Zita Nyarady

Dancing Space Detectives: Exploring possibilities of dance improvisation in public spaces

My performative paper explores the intricacies of learning about a public space by engaging with the place through dance improvisation.

When I moved to Toronto I became involved in a series of outdoor performance projects involving dance improvisation in public space. These performances often called upon public space performance as a mode of marketing theatre-based shows; however, it was through dancing on street corners, parking spaces, parks and subways that I gained knowledge about social and geographical tensions found in my new city. These experiences spark questions on what possibilities can be generated from the intersection of dance improvisation and public space. How can dance improvisation be used as a way to understand and/or re-imagine space?
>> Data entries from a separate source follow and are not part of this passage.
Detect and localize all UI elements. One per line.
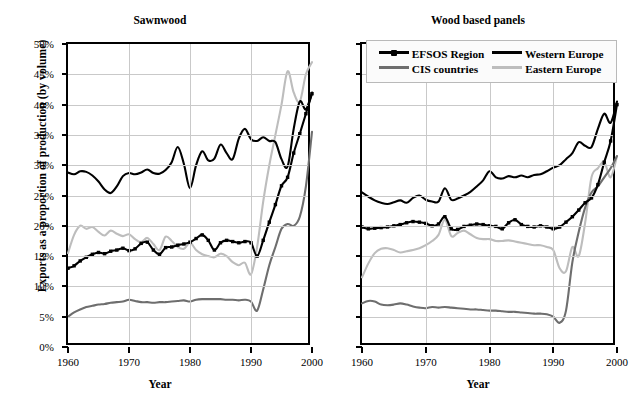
y-tick-label: 40% bbox=[20, 100, 54, 110]
plot-area-wood-based-panels: 19601970198019902000 bbox=[360, 42, 615, 345]
legend-swatch-western-europe bbox=[492, 47, 522, 58]
legend-label-efsos-region: EFSOS Region bbox=[412, 48, 485, 60]
y-tick-label: 20% bbox=[20, 221, 54, 231]
x-tick-label: 1980 bbox=[160, 356, 220, 368]
y-tick-mark bbox=[62, 316, 68, 318]
data-point-marker bbox=[225, 239, 228, 242]
data-point-marker bbox=[615, 103, 618, 106]
data-point-marker bbox=[450, 227, 453, 230]
data-point-marker bbox=[603, 160, 606, 163]
y-tick-mark bbox=[62, 255, 68, 257]
gridline-horizontal bbox=[362, 256, 613, 257]
data-point-marker bbox=[443, 215, 446, 218]
y-tick-mark bbox=[356, 195, 362, 197]
x-tick-label: 1990 bbox=[221, 356, 281, 368]
x-tick-label: 1960 bbox=[332, 356, 392, 368]
plot-area-sawnwood: 0%5%10%15%20%25%30%35%40%45%50%196019701… bbox=[66, 42, 310, 345]
chart-panel-sawnwood: Sawnwood 0%5%10%15%20%25%30%35%40%45%50%… bbox=[0, 0, 320, 405]
legend-item-cis-countries[interactable]: CIS countries bbox=[375, 61, 488, 76]
data-point-marker bbox=[72, 264, 75, 267]
x-tick-mark bbox=[311, 347, 313, 353]
data-point-marker bbox=[79, 259, 82, 262]
y-tick-mark bbox=[356, 43, 362, 45]
gridline-horizontal bbox=[68, 74, 308, 75]
gridline-horizontal bbox=[68, 165, 308, 166]
data-point-marker bbox=[182, 242, 185, 245]
data-point-marker bbox=[243, 240, 246, 243]
data-point-marker bbox=[237, 241, 240, 244]
data-point-marker bbox=[418, 220, 421, 223]
data-point-marker bbox=[66, 267, 69, 270]
y-tick-mark bbox=[356, 285, 362, 287]
gridline-vertical bbox=[490, 44, 491, 343]
x-axis-title-left: Year bbox=[0, 378, 320, 390]
gridline-horizontal bbox=[362, 165, 613, 166]
data-point-marker bbox=[152, 248, 155, 251]
y-tick-label: 5% bbox=[20, 312, 54, 322]
data-point-marker bbox=[231, 240, 234, 243]
gridline-vertical bbox=[190, 44, 191, 343]
data-point-marker bbox=[286, 176, 289, 179]
y-tick-label: 50% bbox=[20, 39, 54, 49]
y-tick-mark bbox=[356, 164, 362, 166]
y-tick-label: 15% bbox=[20, 251, 54, 261]
y-tick-mark bbox=[62, 43, 68, 45]
data-point-marker bbox=[262, 239, 265, 242]
data-point-marker bbox=[501, 227, 504, 230]
y-tick-mark bbox=[356, 225, 362, 227]
x-tick-mark bbox=[616, 347, 618, 353]
data-point-marker bbox=[201, 233, 204, 236]
data-point-marker bbox=[103, 252, 106, 255]
figure-root: Exports as a proportion of production (b… bbox=[0, 0, 636, 405]
legend-item-eastern-europe[interactable]: Eastern Europe bbox=[488, 61, 607, 76]
data-point-marker bbox=[310, 92, 313, 95]
x-tick-mark bbox=[128, 347, 130, 353]
x-tick-mark bbox=[361, 347, 363, 353]
y-tick-label: 0% bbox=[20, 342, 54, 352]
legend-swatch-efsos-region bbox=[379, 47, 409, 58]
y-tick-mark bbox=[356, 73, 362, 75]
gridline-vertical bbox=[553, 44, 554, 343]
x-tick-mark bbox=[189, 347, 191, 353]
gridline-horizontal bbox=[68, 226, 308, 227]
gridline-horizontal bbox=[68, 196, 308, 197]
data-point-marker bbox=[571, 215, 574, 218]
gridline-horizontal bbox=[68, 105, 308, 106]
data-point-marker bbox=[194, 237, 197, 240]
gridline-horizontal bbox=[68, 286, 308, 287]
data-point-marker bbox=[405, 221, 408, 224]
y-tick-mark bbox=[62, 164, 68, 166]
panel-title-sawnwood: Sawnwood bbox=[0, 14, 320, 26]
data-point-marker bbox=[507, 221, 510, 224]
data-point-marker bbox=[97, 251, 100, 254]
data-point-marker bbox=[590, 196, 593, 199]
data-point-marker bbox=[170, 245, 173, 248]
legend-item-western-europe[interactable]: Western Europe bbox=[488, 46, 607, 61]
legend-label-cis-countries: CIS countries bbox=[412, 63, 478, 75]
x-tick-label: 1970 bbox=[99, 356, 159, 368]
x-tick-mark bbox=[67, 347, 69, 353]
gridline-horizontal bbox=[362, 226, 613, 227]
gridline-vertical bbox=[251, 44, 252, 343]
legend: EFSOS Region Western Europe CIS countrie… bbox=[366, 40, 617, 83]
data-point-marker bbox=[564, 220, 567, 223]
gridline-horizontal bbox=[362, 317, 613, 318]
y-tick-label: 45% bbox=[20, 69, 54, 79]
data-point-marker bbox=[268, 220, 271, 223]
legend-label-western-europe: Western Europe bbox=[525, 48, 604, 60]
y-tick-mark bbox=[62, 73, 68, 75]
y-tick-mark bbox=[62, 134, 68, 136]
x-tick-label: 2000 bbox=[587, 356, 636, 368]
data-point-marker bbox=[274, 203, 277, 206]
y-tick-label: 25% bbox=[20, 191, 54, 201]
data-point-marker bbox=[109, 250, 112, 253]
gridline-horizontal bbox=[362, 286, 613, 287]
y-tick-mark bbox=[62, 104, 68, 106]
gridline-vertical bbox=[129, 44, 130, 343]
x-tick-mark bbox=[425, 347, 427, 353]
data-point-marker bbox=[456, 228, 459, 231]
legend-item-efsos-region[interactable]: EFSOS Region bbox=[375, 46, 488, 61]
x-tick-label: 1970 bbox=[396, 356, 456, 368]
data-point-marker bbox=[213, 248, 216, 251]
data-point-marker bbox=[121, 247, 124, 250]
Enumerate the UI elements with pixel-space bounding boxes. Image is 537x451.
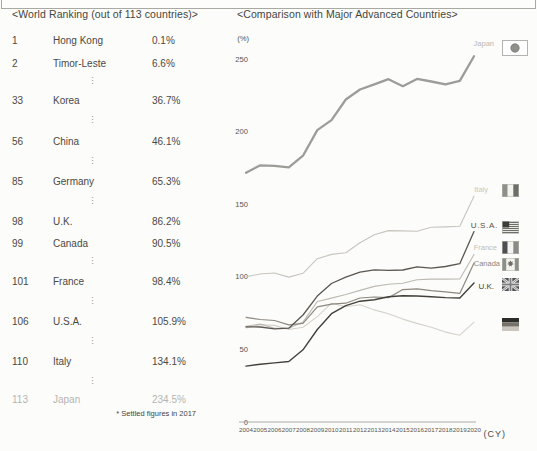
x-axis-unit-label: (CY): [484, 429, 507, 439]
legend-label-japan: Japan: [434, 39, 494, 48]
ranking-row: 110Italy134.1%: [0, 356, 225, 370]
ranking-row: 98U.K.86.2%: [0, 216, 225, 230]
ranking-rank: 98: [12, 216, 46, 227]
ranking-gap-ellipsis: ⋮: [86, 296, 98, 308]
ranking-gap-ellipsis: ⋮: [86, 376, 98, 388]
ranking-rank: 85: [12, 176, 46, 187]
legend-label-uk: U.K.: [434, 282, 494, 291]
series-line-uk: [246, 283, 474, 366]
ranking-gap-ellipsis: ⋮: [86, 196, 98, 208]
ranking-country: France: [53, 276, 148, 287]
x-axis-tick-label: 2006: [268, 426, 282, 433]
ranking-rank: 113: [12, 394, 46, 405]
ranking-country: Hong Kong: [53, 35, 148, 46]
ranking-row: 1Hong Kong0.1%: [0, 35, 225, 49]
comparison-line-chart: 050100150200250(%)2004200520062007200820…: [225, 30, 537, 451]
x-axis-tick-label: 2017: [424, 426, 438, 433]
ranking-country: U.S.A.: [53, 316, 148, 327]
legend-label-italy: Italy: [428, 185, 488, 194]
ranking-rank: 101: [12, 276, 46, 287]
ranking-rank: 99: [12, 238, 46, 249]
ranking-value: 86.2%: [152, 216, 212, 227]
ranking-row: 2Timor-Leste6.6%: [0, 58, 225, 72]
ranking-row: 99Canada90.5%: [0, 238, 225, 252]
uk-flag-icon: [502, 278, 519, 291]
canada-flag-icon: [502, 258, 519, 271]
france-flag-icon: [502, 241, 519, 254]
ranking-row: 101France98.4%: [0, 276, 225, 290]
x-axis-tick-label: 2007: [282, 426, 296, 433]
ranking-value: 90.5%: [152, 238, 212, 249]
world-ranking-table: 1Hong Kong0.1%2Timor-Leste6.6%⋮33Korea36…: [0, 0, 225, 451]
y-axis-tick-label: 200: [235, 127, 248, 136]
ranking-country: Germany: [53, 176, 148, 187]
ranking-rank: 33: [12, 95, 46, 106]
x-axis-tick-label: 2013: [367, 426, 381, 433]
ranking-country: U.K.: [53, 216, 148, 227]
x-axis-tick-label: 2015: [396, 426, 410, 433]
ranking-value: 234.5%: [152, 394, 212, 405]
ranking-country: Canada: [53, 238, 148, 249]
x-axis-tick-label: 2019: [453, 426, 467, 433]
ranking-rank: 2: [12, 58, 46, 69]
ranking-value: 98.4%: [152, 276, 212, 287]
ranking-country: Japan: [53, 394, 148, 405]
ranking-gap-ellipsis: ⋮: [86, 336, 98, 348]
x-axis-tick-label: 2020: [467, 426, 481, 433]
ranking-value: 134.1%: [152, 356, 212, 367]
x-axis-tick-label: 2016: [410, 426, 424, 433]
ranking-value: 65.3%: [152, 176, 212, 187]
ranking-row: 56China46.1%: [0, 136, 225, 150]
y-axis-tick-label: 250: [235, 55, 248, 64]
comparison-chart-title: <Comparison with Major Advanced Countrie…: [237, 8, 458, 20]
series-line-germany: [246, 303, 474, 335]
y-axis-unit-label: (%): [237, 34, 249, 43]
ranking-country: Korea: [53, 95, 148, 106]
ranking-country: China: [53, 136, 148, 147]
ranking-gap-ellipsis: ⋮: [86, 115, 98, 127]
ranking-value: 0.1%: [152, 35, 212, 46]
ranking-rank: 56: [12, 136, 46, 147]
ranking-value: 36.7%: [152, 95, 212, 106]
usa-flag-icon: [502, 221, 519, 234]
y-axis-tick-label: 150: [235, 200, 248, 209]
ranking-gap-ellipsis: ⋮: [86, 156, 98, 168]
ranking-row: 113Japan234.5%: [0, 394, 225, 408]
ranking-gap-ellipsis: ⋮: [86, 76, 98, 88]
ranking-rank: 110: [12, 356, 46, 367]
y-axis-tick-label: 50: [240, 345, 248, 354]
settled-figures-footnote: * Settled figures in 2017: [10, 409, 196, 418]
x-axis-tick-label: 2009: [310, 426, 324, 433]
ranking-row: 33Korea36.7%: [0, 95, 225, 109]
japan-flag-icon: [502, 40, 528, 56]
x-axis-tick-label: 2005: [253, 426, 267, 433]
germany-flag-icon: [502, 318, 519, 331]
ranking-gap-ellipsis: ⋮: [86, 256, 98, 268]
series-line-japan: [246, 56, 474, 173]
ranking-rank: 1: [12, 35, 46, 46]
x-axis-tick-label: 2011: [339, 426, 353, 433]
ranking-country: Timor-Leste: [53, 58, 148, 69]
ranking-value: 6.6%: [152, 58, 212, 69]
italy-flag-icon: [502, 184, 519, 197]
legend-label-canada: Canada: [430, 259, 500, 268]
legend-label-usa: U.S.A.: [432, 221, 498, 230]
ranking-value: 46.1%: [152, 136, 212, 147]
x-axis-tick-label: 2012: [353, 426, 367, 433]
x-axis-tick-label: 2014: [382, 426, 396, 433]
ranking-country: Italy: [53, 356, 148, 367]
ranking-value: 105.9%: [152, 316, 212, 327]
x-axis-tick-label: 2018: [439, 426, 453, 433]
x-axis-tick-label: 2010: [325, 426, 339, 433]
x-axis-tick-label: 2008: [296, 426, 310, 433]
ranking-row: 85Germany65.3%: [0, 176, 225, 190]
ranking-rank: 106: [12, 316, 46, 327]
ranking-row: 106U.S.A.105.9%: [0, 316, 225, 330]
x-axis-tick-label: 2004: [239, 426, 253, 433]
legend-label-france: France: [431, 243, 497, 252]
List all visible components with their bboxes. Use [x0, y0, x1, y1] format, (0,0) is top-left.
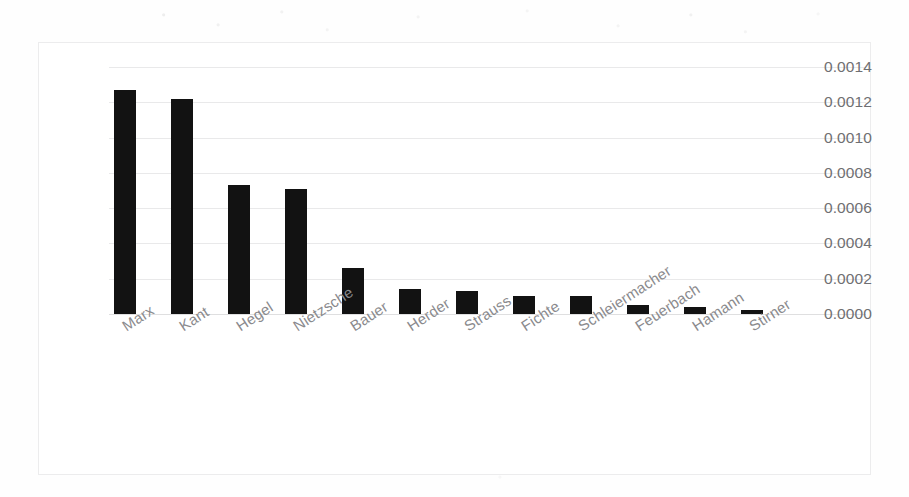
chart-frame: 0.00140.00120.00100.00080.00060.00040.00… [38, 42, 871, 475]
x-axis-tick-label: Strauss [461, 292, 514, 335]
x-axis-tick-labels: MarxKantHegelNietzscheBauerHerderStrauss… [109, 43, 866, 476]
x-axis-tick-label: Schleiermacher [575, 262, 674, 335]
screenshot-root: 0.00140.00120.00100.00080.00060.00040.00… [0, 0, 909, 497]
x-axis-tick-label: Stirner [746, 295, 793, 334]
x-axis-tick-label: Herder [404, 294, 453, 334]
plot-area: 0.00140.00120.00100.00080.00060.00040.00… [39, 43, 872, 476]
x-axis-tick-label: Kant [176, 303, 212, 335]
x-axis-tick-label: Nietzsche [290, 283, 356, 334]
x-axis-tick-label: Fichte [518, 297, 563, 334]
x-axis-tick-label: Marx [119, 301, 157, 334]
x-axis-tick-label: Bauer [347, 298, 391, 335]
x-axis-tick-label: Hegel [233, 298, 276, 334]
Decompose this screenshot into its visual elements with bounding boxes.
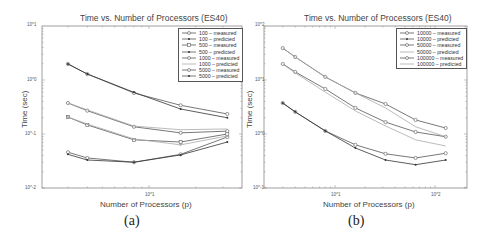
legend-item: 5000 – measured — [182, 67, 239, 73]
legend-item: 500 – measured — [182, 42, 239, 48]
chart-a-legend: 100 – measured 100 – predicted 500 – mea… — [178, 28, 243, 82]
chart-a-ytick: 10^0 — [27, 77, 37, 82]
legend-item: 10000 – predicted — [400, 36, 463, 42]
chart-a-caption: (a) — [124, 213, 140, 229]
chart-b-ytick: 10^2 — [255, 22, 265, 27]
chart-b-title: Time vs. Number of Processors (ES40) — [304, 13, 452, 23]
legend-item: 500 – predicted — [182, 49, 239, 55]
chart-a-xlabel: Number of Processors (p) — [100, 200, 192, 209]
line-marker-icon — [400, 61, 414, 67]
dot-marker-icon — [400, 36, 414, 42]
chart-a-ytick: 10^-2 — [25, 185, 36, 190]
legend-item: 50000 – predicted — [400, 49, 463, 55]
dot-marker-icon — [182, 49, 196, 55]
chart-a-xtick: 10^1 — [145, 192, 155, 197]
circle-marker-icon — [400, 55, 414, 61]
circle-marker-icon — [182, 30, 196, 36]
legend-item: 50000 – measured — [400, 42, 463, 48]
chart-b-ytick: 10^-1 — [253, 185, 264, 190]
line-marker-icon — [400, 49, 414, 55]
line-marker-icon — [182, 61, 196, 67]
chart-b-ytick: 10^0 — [255, 131, 265, 136]
legend-item: 5000 – predicted — [182, 73, 239, 79]
square-marker-icon — [182, 42, 196, 48]
chart-a-ytick: 10^-1 — [25, 131, 36, 136]
chart-a-ylabel: Time (sec) — [20, 91, 29, 128]
chart-b-xlabel: Number of Processors (p) — [323, 200, 415, 209]
legend-item: 100000 – measured — [400, 55, 463, 61]
legend-item: 100000 – predicted — [400, 61, 463, 67]
dot-marker-icon — [182, 36, 196, 42]
circle-marker-icon — [400, 42, 414, 48]
legend-item: 10000 – measured — [400, 30, 463, 36]
circle-marker-icon — [182, 55, 196, 61]
legend-item: 100 – predicted — [182, 36, 239, 42]
chart-b-caption: (b) — [348, 213, 364, 229]
panel-b: Time vs. Number of Processors (ES40) Tim… — [243, 0, 486, 236]
chart-b-legend: 10000 – measured 10000 – predicted 50000… — [396, 28, 467, 69]
chart-b-xtick: 10^2 — [431, 192, 441, 197]
circle-marker-icon — [182, 67, 196, 73]
chart-b-xtick: 10^1 — [331, 192, 341, 197]
legend-item: 1000 – predicted — [182, 61, 239, 67]
panel-a: Time vs. Number of Processors (ES40) Tim… — [0, 0, 243, 236]
dot-marker-icon — [182, 73, 196, 79]
chart-b-ytick: 10^1 — [255, 77, 265, 82]
chart-b-ylabel: Time (sec) — [245, 91, 254, 128]
chart-a-title: Time vs. Number of Processors (ES40) — [80, 13, 228, 23]
legend-item: 1000 – measured — [182, 55, 239, 61]
legend-item: 100 – measured — [182, 30, 239, 36]
chart-a-ytick: 10^1 — [27, 22, 37, 27]
circle-marker-icon — [400, 30, 414, 36]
What happens when moving bodies are placed in locations that are usually avoided or passed by? What can a space learn from dance and what can dance learn from a space? To investigate these questions I turn to Attack of the Ragamuffins, an international dance collective of which I am a member, and a project called Space Detectives. In Space Detectives the dancers consider the aforementioned questions of dance and space and are working towards developing a practice of performing dance improvisation in public space in Canada, United States and Jamaica. I argue that while learning about a public space through dance improvisation might come across as a utopian idea, there is merit for how dance can re-imagine and define space.